Cloud

HITS Fall: Cloud-Based MAMs Enable Live Coverage of the Future, AWS Says

Despite the many changes we’ve seen in the pipeline and screens that audiences use to watch video content, live events will always be core to the viewing experience.

And cloud-based media asset management systems (MAMs) offer the scale and flexibility needed to leverage global talent, production and supply chains for broadcasters to produce real-time highlights and coverage for in-game production and social offerings, according to Ian McPhersonsenior partner development manager for media and entertainment at Amazon Web Services (AWS).

Broadcasters stand to be helped, in general, by “combining cloud technologies,” artificial intelligence (AI), machine learning (ML), MAMs and digital asset management systems (DAMs), along with “other networking and downstream and content acceleration technologies,” he said during the morning breakout presentation “How Cloud-based MAMs Enable the Live Coverage of the Future – The Fox Sports World Cup Coverage Case Study” at the Oct. 4 Hollywood Innovation & Technology Summit (HITS) Fall event.

“When I look at the landscape, especially when we start looking at entertainment and drilling down into sports, we see a lot of companies who have started to take the combination of content and data, and make faster decisions and more personalized content decisions, using AI, ML [and] using cloud technologies,” he told attendees.

He added: “We see the ability to take metadata, as it relates to clips” that are “automatically generated by companies” including AWS with its SageMaker platform, GrayMeta and Veritone, and “use that information to provide users a different personalized experience [and] second-screen enhanced experiences.”

What we’re seeing is that sports owners, broadcasters and rights holders are “realizing that fan engagement’s more than just being able to stream that content anywhere – it’s enhancing the content, it’s enhancing the experience, enhancing it with information, it’s enhancing it with offers, it’s enhancing it with feedback,” he said.

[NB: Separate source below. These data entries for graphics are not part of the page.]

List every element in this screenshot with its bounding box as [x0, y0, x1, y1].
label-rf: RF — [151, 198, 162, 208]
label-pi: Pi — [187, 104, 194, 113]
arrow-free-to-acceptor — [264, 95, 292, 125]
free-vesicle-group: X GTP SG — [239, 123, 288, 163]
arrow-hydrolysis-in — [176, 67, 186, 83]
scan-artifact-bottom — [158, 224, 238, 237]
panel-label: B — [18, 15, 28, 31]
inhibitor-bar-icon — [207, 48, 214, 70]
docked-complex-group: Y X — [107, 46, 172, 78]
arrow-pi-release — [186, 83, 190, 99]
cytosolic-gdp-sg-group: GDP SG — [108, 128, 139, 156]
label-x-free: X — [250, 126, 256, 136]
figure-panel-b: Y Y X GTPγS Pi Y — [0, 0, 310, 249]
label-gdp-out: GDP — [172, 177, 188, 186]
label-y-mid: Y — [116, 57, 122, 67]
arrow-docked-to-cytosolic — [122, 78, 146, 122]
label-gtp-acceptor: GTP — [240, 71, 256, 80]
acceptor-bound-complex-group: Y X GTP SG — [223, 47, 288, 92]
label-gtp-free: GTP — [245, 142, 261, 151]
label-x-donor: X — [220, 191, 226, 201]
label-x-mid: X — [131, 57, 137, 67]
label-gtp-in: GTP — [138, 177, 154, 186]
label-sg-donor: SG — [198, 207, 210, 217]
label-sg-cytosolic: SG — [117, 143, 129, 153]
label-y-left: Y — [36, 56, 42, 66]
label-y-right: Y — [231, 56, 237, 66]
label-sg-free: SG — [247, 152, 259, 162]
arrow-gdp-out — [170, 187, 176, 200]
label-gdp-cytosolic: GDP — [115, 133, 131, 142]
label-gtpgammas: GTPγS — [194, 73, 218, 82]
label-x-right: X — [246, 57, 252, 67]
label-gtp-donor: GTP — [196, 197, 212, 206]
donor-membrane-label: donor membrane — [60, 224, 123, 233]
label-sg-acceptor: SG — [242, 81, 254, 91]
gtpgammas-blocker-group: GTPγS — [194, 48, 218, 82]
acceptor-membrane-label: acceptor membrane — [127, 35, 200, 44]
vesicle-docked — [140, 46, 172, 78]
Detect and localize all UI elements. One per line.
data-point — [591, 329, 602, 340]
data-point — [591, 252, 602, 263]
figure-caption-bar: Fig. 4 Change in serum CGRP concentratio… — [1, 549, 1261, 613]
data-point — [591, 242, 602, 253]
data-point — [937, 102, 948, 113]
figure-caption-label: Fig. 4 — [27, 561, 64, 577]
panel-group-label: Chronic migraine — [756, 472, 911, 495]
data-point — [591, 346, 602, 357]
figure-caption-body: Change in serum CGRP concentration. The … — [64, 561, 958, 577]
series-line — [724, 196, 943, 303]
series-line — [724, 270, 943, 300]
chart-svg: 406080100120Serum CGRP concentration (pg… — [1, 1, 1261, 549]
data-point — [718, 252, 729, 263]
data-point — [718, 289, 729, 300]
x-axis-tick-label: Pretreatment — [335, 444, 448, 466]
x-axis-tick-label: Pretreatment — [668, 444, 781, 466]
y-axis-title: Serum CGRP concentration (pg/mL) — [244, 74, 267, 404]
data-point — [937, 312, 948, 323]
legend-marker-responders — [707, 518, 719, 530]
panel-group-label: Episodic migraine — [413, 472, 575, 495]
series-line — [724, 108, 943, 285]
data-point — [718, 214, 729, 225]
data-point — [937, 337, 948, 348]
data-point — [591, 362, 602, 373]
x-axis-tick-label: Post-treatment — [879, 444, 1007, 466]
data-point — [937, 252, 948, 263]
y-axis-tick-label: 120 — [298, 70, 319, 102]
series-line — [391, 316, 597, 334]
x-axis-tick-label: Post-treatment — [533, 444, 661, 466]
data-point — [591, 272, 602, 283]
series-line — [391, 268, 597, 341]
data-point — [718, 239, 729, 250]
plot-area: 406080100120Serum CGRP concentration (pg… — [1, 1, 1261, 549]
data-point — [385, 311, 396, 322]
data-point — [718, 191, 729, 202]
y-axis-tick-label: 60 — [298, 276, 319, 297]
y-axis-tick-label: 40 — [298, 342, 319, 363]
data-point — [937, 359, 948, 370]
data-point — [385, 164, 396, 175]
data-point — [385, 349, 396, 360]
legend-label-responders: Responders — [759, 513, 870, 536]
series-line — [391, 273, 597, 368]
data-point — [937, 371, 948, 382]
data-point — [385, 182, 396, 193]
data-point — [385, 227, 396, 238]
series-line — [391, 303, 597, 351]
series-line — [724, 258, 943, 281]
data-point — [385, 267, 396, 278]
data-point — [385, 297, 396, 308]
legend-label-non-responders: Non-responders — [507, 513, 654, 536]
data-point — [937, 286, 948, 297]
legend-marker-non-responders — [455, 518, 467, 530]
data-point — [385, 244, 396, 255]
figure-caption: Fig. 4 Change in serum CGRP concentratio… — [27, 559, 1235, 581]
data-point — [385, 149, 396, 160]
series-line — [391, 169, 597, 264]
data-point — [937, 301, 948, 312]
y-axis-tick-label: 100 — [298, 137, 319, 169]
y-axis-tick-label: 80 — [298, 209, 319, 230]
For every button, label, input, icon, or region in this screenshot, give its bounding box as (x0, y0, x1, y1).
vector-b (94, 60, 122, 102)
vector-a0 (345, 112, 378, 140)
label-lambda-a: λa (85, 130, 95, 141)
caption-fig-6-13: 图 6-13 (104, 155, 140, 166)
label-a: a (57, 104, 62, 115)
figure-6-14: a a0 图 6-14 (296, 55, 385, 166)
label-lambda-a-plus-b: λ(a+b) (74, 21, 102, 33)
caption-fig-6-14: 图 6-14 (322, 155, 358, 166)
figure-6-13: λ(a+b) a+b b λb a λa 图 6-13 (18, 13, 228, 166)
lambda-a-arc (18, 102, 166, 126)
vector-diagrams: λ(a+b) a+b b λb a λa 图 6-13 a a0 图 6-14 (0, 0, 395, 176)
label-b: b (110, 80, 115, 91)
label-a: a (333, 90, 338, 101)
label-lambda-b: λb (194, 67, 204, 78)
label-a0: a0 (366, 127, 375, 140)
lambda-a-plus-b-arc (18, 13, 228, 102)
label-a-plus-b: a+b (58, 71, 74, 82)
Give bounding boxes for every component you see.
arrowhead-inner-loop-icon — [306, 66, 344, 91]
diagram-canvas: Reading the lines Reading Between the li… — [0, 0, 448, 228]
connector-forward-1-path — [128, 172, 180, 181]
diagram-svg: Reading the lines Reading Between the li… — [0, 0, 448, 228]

This enhanced content experience is being provided largely via over-the-top (OTT) streaming applications, often on mobile devices, he noted. “By taking some of that content and moving it to the cloud for processing and distribution, we’re able to look at” achievements that include Indian digital and mobile entertainment platform Hotstar recently attracting “almost 11 million concurrent viewers” for a streamed cricket tournament, he said.

The “ability to scale and be elastic with on-demand capacity, as well as a pay-as-you-go model…makes it possible for [companies] to spin up an environment, host 11 million users, and spin it down, and turn off all the resources they don’t need once the event is over,” he explained.

Fans are engaging with that enhanced content experience and it’s “driving increased subscriptions because you can enhance more than just what the linear playout experience looks like over a mobile device,” he said, pointing out you can add “overlays and you’ve got data enhancements.”

When looking at the trends being seen across sports, he went on to say: “We see that 50 percent of the people” viewing sports “are now looking for enhanced either second-screen or enhanced personal experience.”

Much of the discussion focused on one use case: Fox Sports’ coverage of this year’s Russian World Cup that used AWS and Levels Beyond as core enablers to bring together live production across 10 stadiums, 32 sites and three media locations (postproduction in L.A., studio in Red Square, and onsite operation at the IBC).

For that World Cup coverage, there were 384 people editing the content and there were no proxies, but instead actual live streams coming in from the stadiums, McPherson said. In all, there were 1.9 petabytes of content delivered, nearly 2,000 separate live feeds and 29,000 clips were generated during the course of the entire event, he said.

HITS Fall was sponsored by AWS, Box, Microsoft Azure, Ooyala, TiVo, Cognizant, DXC Technology, Gracenote, LiveTiles, ThinkAnalytics, Wasabi, Aspera, EIDR, MicroStrategy, the Trusted Partner Network, human-I-T, Zaszou IT Consulting, OnPrem Solution Partners, and Bob Gold & Associates, and was produced by the Media & Entertainment Services Alliance (MESA), in association with the Content Delivery & Security Association (CDSA), the Hollywood IT Society (HITS), the Smart Content Council and Women in Technology Hollywood (WiTH).